Using Prior Information Derived from Citations in Literature Search

Researchers spend a large amount of their time searching through an ever increasing number of scientific articles. Although users of scientific literature search engines prefer the ranking of results according to the number of citations a publication has received, it is unknown whether this notion of authoritativeness could also benefit more traditional and objective measures. Is it also an indicator of relevance, given an information need? In this paper, we examine the relationship between citation features of a scientific article and its prior probability of actually being relevant to an information need. We propose various ways of modeling this relationship and show how this kind of contextual information can be incorporated within a language modeling framework. We experiment with three document priors, which we evaluate on three distinct sets of queries and two document collections from the TREC Genomics track. Empirical results show that two of the proposed priors can significantly improve retrieval effectiveness, measured in terms of mean average precision.

[1]  Albert,et al.  Emergence of scaling in random networks , 1999, Science.

[2]  Peter Bailey,et al.  Overview of the TREC-8 Web Track , 2000, TREC.

[3]  Sergey N. Dorogovtsev,et al.  Evolution of Networks: From Biological Nets to the Internet and WWW (Physics) , 2003 .

[4]  Loren G. Terveen,et al.  Does “authority” mean quality? predicting expert quality ratings of Web documents , 2000, SIGIR '00.

[5]  John D. Lafferty,et al.  A study of smoothing methods for language models applied to Ad Hoc information retrieval , 2001, SIGIR '01.

[6]  Peng Dong,et al.  The "impact factor" revisited , 2005, Biomedical digital libraries.

[7]  Matthew Baylis,et al.  Sprucing up one's impact factor , 1999, Nature.

[8]  E. Garfield,et al.  Citation indexes for science. , 1956, Science.

[9]  Rajeev Motwani,et al.  The PageRank Citation Ranking : Bringing Order to the Web , 1999, WWW 1999.

[10]  S. Brody,et al.  Impact factor as the best operational measure of medical journals , 1995, The Lancet.

[11]  David Hawking,et al.  Overview of the TREC-2001 Web track , 2002 .

[12]  Djoerd Hiemstra,et al.  Using language models for information retrieval , 2001 .

[13]  Albert-László Barabási,et al.  Evolution of Networks: From Biological Nets to the Internet and WWW , 2004 .
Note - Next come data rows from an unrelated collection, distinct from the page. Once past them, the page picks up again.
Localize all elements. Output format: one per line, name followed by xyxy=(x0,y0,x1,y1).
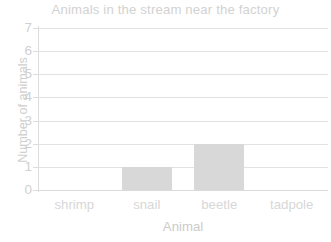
bar-snail xyxy=(122,167,172,190)
gridline xyxy=(38,51,328,52)
y-tick-mark xyxy=(33,144,38,145)
chart-title: Animals in the stream near the factory xyxy=(0,2,331,17)
bar-beetle xyxy=(194,144,244,190)
y-tick-mark xyxy=(33,97,38,98)
plot-area xyxy=(38,28,328,190)
y-tick-label: 7 xyxy=(10,21,32,35)
gridline xyxy=(38,74,328,75)
y-tick-mark xyxy=(33,74,38,75)
y-tick-label: 6 xyxy=(10,44,32,58)
y-tick-label: 1 xyxy=(10,160,32,174)
gridline xyxy=(38,167,328,168)
y-tick-label: 4 xyxy=(10,90,32,104)
y-tick-mark xyxy=(33,167,38,168)
y-tick-mark xyxy=(33,190,38,191)
y-tick-label: 3 xyxy=(10,114,32,128)
gridline xyxy=(38,144,328,145)
x-axis-label: Animal xyxy=(38,219,328,234)
gridline xyxy=(38,121,328,122)
y-tick-mark xyxy=(33,28,38,29)
gridline xyxy=(38,97,328,98)
bar-chart-figure: Animals in the stream near the factory N… xyxy=(0,0,331,242)
y-tick-label: 2 xyxy=(10,137,32,151)
x-tick-label-tadpole: tadpole xyxy=(242,197,331,212)
gridline xyxy=(38,28,328,29)
y-tick-mark xyxy=(33,121,38,122)
gridline xyxy=(38,190,328,191)
y-tick-mark xyxy=(33,51,38,52)
y-tick-label: 0 xyxy=(10,183,32,197)
y-tick-label: 5 xyxy=(10,67,32,81)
[14]  Djoerd Hiemstra,et al.  Bayesian extension to the language model for ad hoc information retrieval , 2003, SIGIR.

[15]  S. Redner How popular is your paper? An empirical study of the citation distribution , 1998, cond-mat/9804163.

[16]  Xiaohua Hu,et al.  Semantic text mining and its application in biomedical domain , 2006 .

[17]  Leif Azzopardi,et al.  Age Dependent Document Priors in Link Structure Analysis , 2005, ECIR.

[18]  Marti A. Hearst,et al.  TREC 2007 Genomics Track Overview , 2007, TREC.

[19]  Luo Si,et al.  York University at TREC 2007: Genomics Track , 2005, TREC.

[20]  T. Opthof,et al.  Sense and nonsense about the impact factor. , 1997, Cardiovascular research.

[21]  Albert-László Barabási,et al.  Internet: Diameter of the World-Wide Web , 1999, Nature.

[22]  Ron Kohavi,et al.  Supervised and Unsupervised Discretization of Continuous Features , 1995, ICML.

[23]  Sergey N. Dorogovtsev,et al.  Accelerated growth of networks , 2002, ArXiv.